Nevertheless, it’s difficult to remain resentful about a friend’s accidental success and so each of the men eventually finds direction in even in directionlessness. Mori realises that he might as well ride his wave of fame for as long as it lasts, accepting in part at least his sense of powerlessness, while Okada does the reverse in deciding to rebel against his authoritarian family by marrying in secret. Miyamoto resolves to make a success of himself in his own way, and Hirao seemingly accepts the hand fate has dealt him with good humour. Kinoshita ramps up the meta comedy with Mori joining Shochiku, encouraged to try and work for that “excellent” director Keisuke Kinoshita, later referencing Garden of Women, while Mariko Okada and Keiji Sada turn up as onstage guests at an event launching him as a young actor. Playfully using outdated, quirky screen wipes and opening with an artsy title sequence featuring colourful confetti falling up, Kinoshita perhaps adopts a slightly ironic tone in satirising the all pervasive sense of confusion and hopelessness among the younger generation but does so with only sympathy for those coming of age in uncertain times. 


With Song in Her Heart (希望の乙女, Yasushi Sasaki, 1958)

song in her heartAnother vehicle for post-war singing star Hibari Misora, With a Song in her Heart (希望の乙女, Kibo no Otome) was created in celebration of the tenth anniversary of her showbiz debut.

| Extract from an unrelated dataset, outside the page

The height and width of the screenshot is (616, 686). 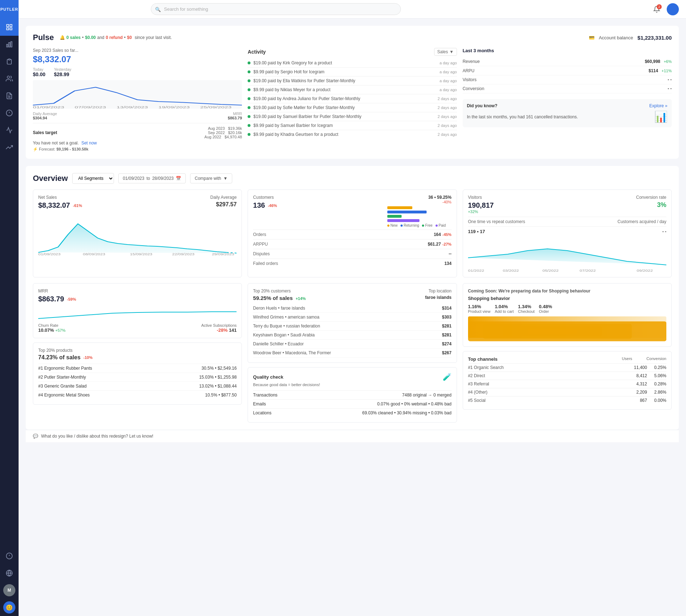 What do you see at coordinates (94, 254) in the screenshot?
I see `svg-text: 08/09/2023` at bounding box center [94, 254].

As such, it has a much higher song to drama ratio than some of her other efforts and mixes fantasy production numbers with band scenes as Hibari takes centre stage playing a young woman from the country who comes to the city in the hopes of becoming a singing star.

After beginning with a rural, almost cowboy-style number in which Hibari appears as the well dressed lady of the manor, Sayuri, riding her horse across the wide pastureland, the action quickly moves to the city when Sayuri’s mentor finally convinces her uncle that her future lies in showbiz and not an early marriage as he had envisioned. However, once she gets there she finds her potential tutor extremely unwilling to fulfil his promise to take her on. After winning him over, she quickly makes friends with the locals who also want the singing teacher to become the leader of a band they’ve formed in the hopes of raising some money to build a proper children’s playground to stop them playing in dirty ditch land nearby which is a well known health hazard. Soon enough the band takes off but there’s more trouble ahead for Hibari and co. as they are betrayed by those closest to them.

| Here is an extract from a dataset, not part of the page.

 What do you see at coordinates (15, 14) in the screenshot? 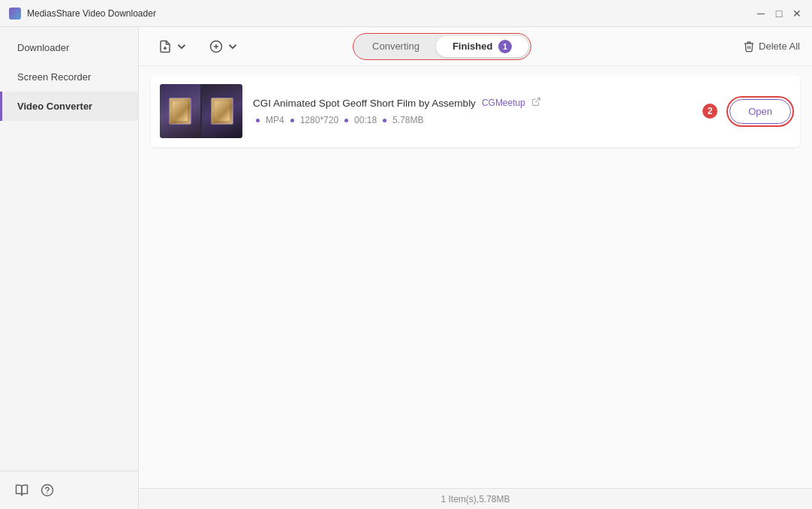
I see `app-icon` at bounding box center [15, 14].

Working as a celebration of Hibari’s career so far With a Song on Her Heart is filled with excuses for Hibari to sing both as a music student and band vocalist as well as fantasy production numbers some of which are even bigger on dance than on song. The plot is quite simple but there is a lot of it, in contrast to other films of this kind, as Hibari sets about healing the grief stricken heart of her bandleader and fulfilling the hopes of the ordinary people turned musicians through the power of song. The romance element is a light one and not the focus of the film but bears mentioning as Hibari’s love interest is played by Ken Takakura – the archetypical star of the yakuza movie who was to marry fellow singing sensation (and frequent Hibari Misora co-star) Chiemi Eri the following year.

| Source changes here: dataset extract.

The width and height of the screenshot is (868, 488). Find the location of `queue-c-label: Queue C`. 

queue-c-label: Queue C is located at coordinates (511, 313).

Despite its nature as a celebratory project, With a Song in Her Heart doesn’t quite meet the high production standards of other Misora starring films. Shot in colour and in 2.35:1, the majority of the film is studio bound (often very obviously so) with simple sets and a straightforward directing style. Nevertheless, even if it fails to impress on a technical level, With a Song in Her Heart knows what it’s about and so it makes sure to fill its relatively short duration with as many songs as possible, light romance and a cheerful atmosphere of people coming together to try and solve a social problem through spreading love and joy in the form of music. The musical styles are unusually varied embracing Hibari Misora’s regular ballads as well as mixing in world influences from mariachi to african drums with a strong big band jazz undercurrent.The overall feeling is one of goodnatured wholesomeness and even if low on impact With a Song on Her Heart is a decent showcase for Hibari Misora’s talents as she celebrates her tenth year in the business at the age of only 21.